1) Design Feasibility
2) Drag
3) Surface Area of the bottom 50% of the hull
4) Surface Area of the whole hull
5) Volume of the bottom 50% of the hull
6) Volume of the whole hull
7) MaxBox Guidance
8) Gaussian Curvature
Samples generated with a guided DDPM will yield high performing hull designs.
Ship hulls generated with this tabular guided diffusion model saw a 91.4% decrease in drag coefficient and 47x relative increase in total displaced volume compared to hulls belonging in the ShipD dataset. In addition, these hulls look more like realistic ships than the hulls belonging to the original ShipD dataset. For example, these hulls are more slender and have streamlined bodies seen in traditional hull designs. The video below showcases some of these generated hull designs.

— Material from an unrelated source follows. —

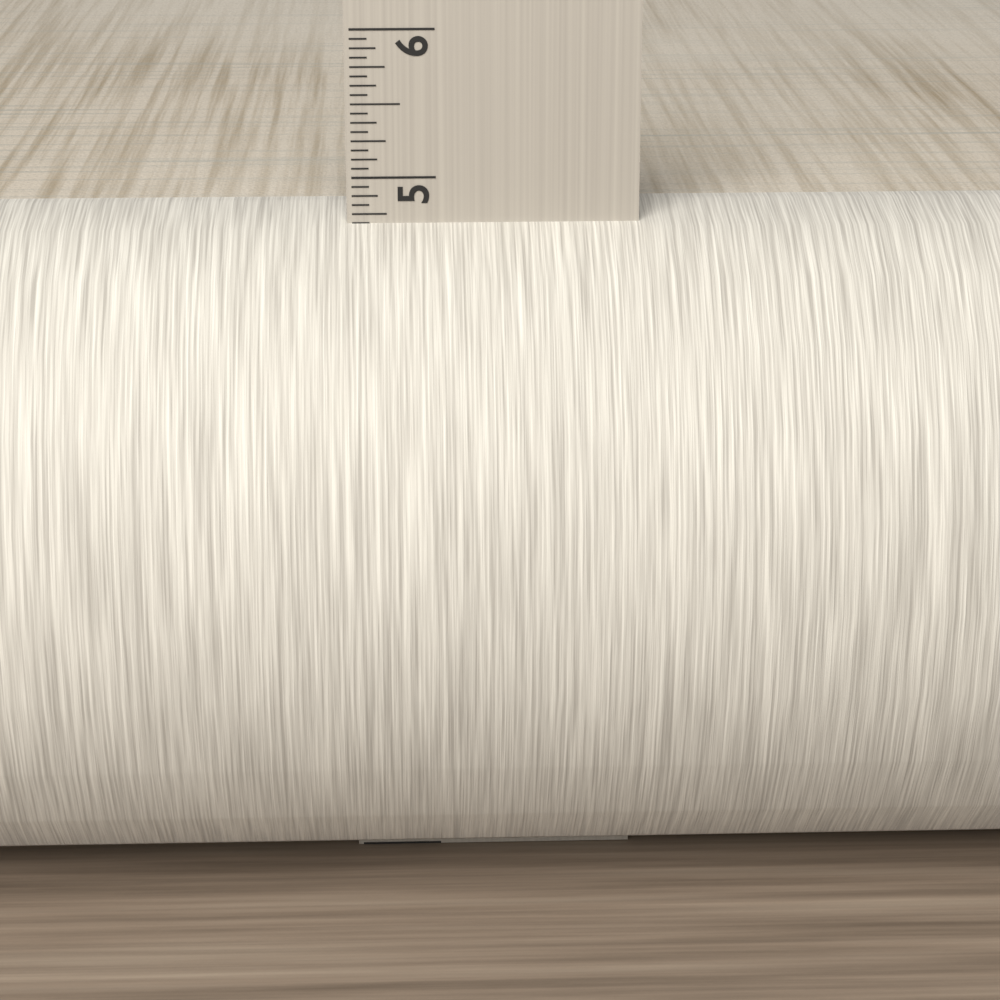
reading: 4.7500 in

Bagazinski, N.J.; Ahmed, F. ShipGen: A Diffusion Model for Parametric Ship Hull Generation with Multiple Objectives and Constraints. J. Mar. Sci. Eng. 2023, 11, 2215. https://doi.org/10.3390/jmse11122215
@article{bagazinski2023shipgen,
AUTHOR = {Bagazinski,
Noah J. and Ahmed,
Faez},
TITLE = {ShipGen: A Diffusion Model for Parametric Ship Hull Generation with Multiple Objectives and Constraints},
JOURNAL = {Journal of Marine Science and Engineering},
VOLUME = {11},
YEAR = {2023},
NUMBER = {12},
ARTICLE-NUMBER = {2215},
DOI = {10.3390/jmse11122215}}
Bagazinski, N. J. & Ahmed, F. Ship-D: Ship Hull Dataset for Design Optimization using Machine Learning in International Design Engineering Technical Conferences and Computers and Information in Engineering Conference (2023).

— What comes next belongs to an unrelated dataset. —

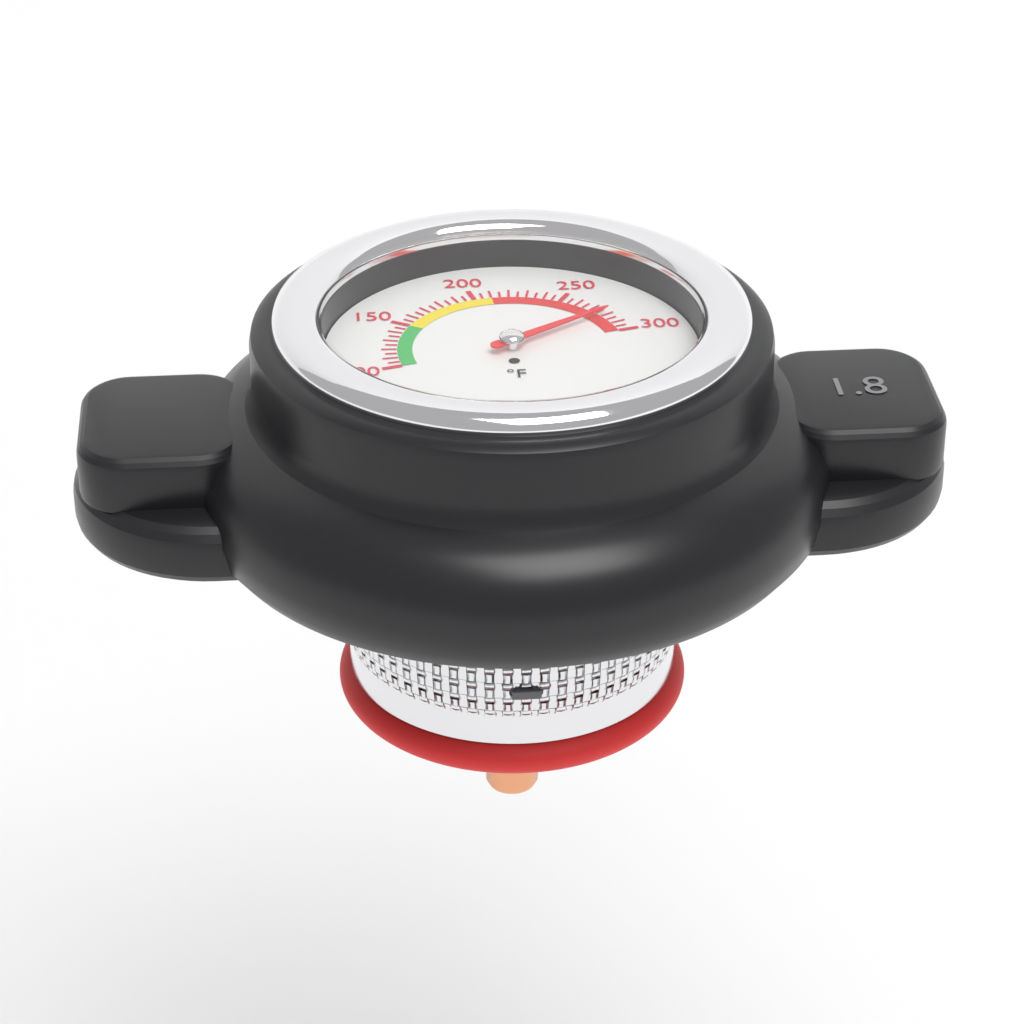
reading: 280 °F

@inproceedings{bagazinski2023ship,
title={Ship-D: Ship Hull Dataset for Design Optimization using Machine Learning},
author={Bagazinski,
Noah J and Ahmed,
Faez},
booktitle={International Design Engineering Technical Conferences and Computers and Information in Engineering Conference},
year={2023},
organization={American Society of Mechanical Engineers}}
The authors acknowledge the MIT supercloud for providing computational resources for some of the work performed in this project. We also want to thank the United States' Department of Defense for supporting our work through the National Defense Science and Engineering Graduate Fellowship (NDSEG) Program.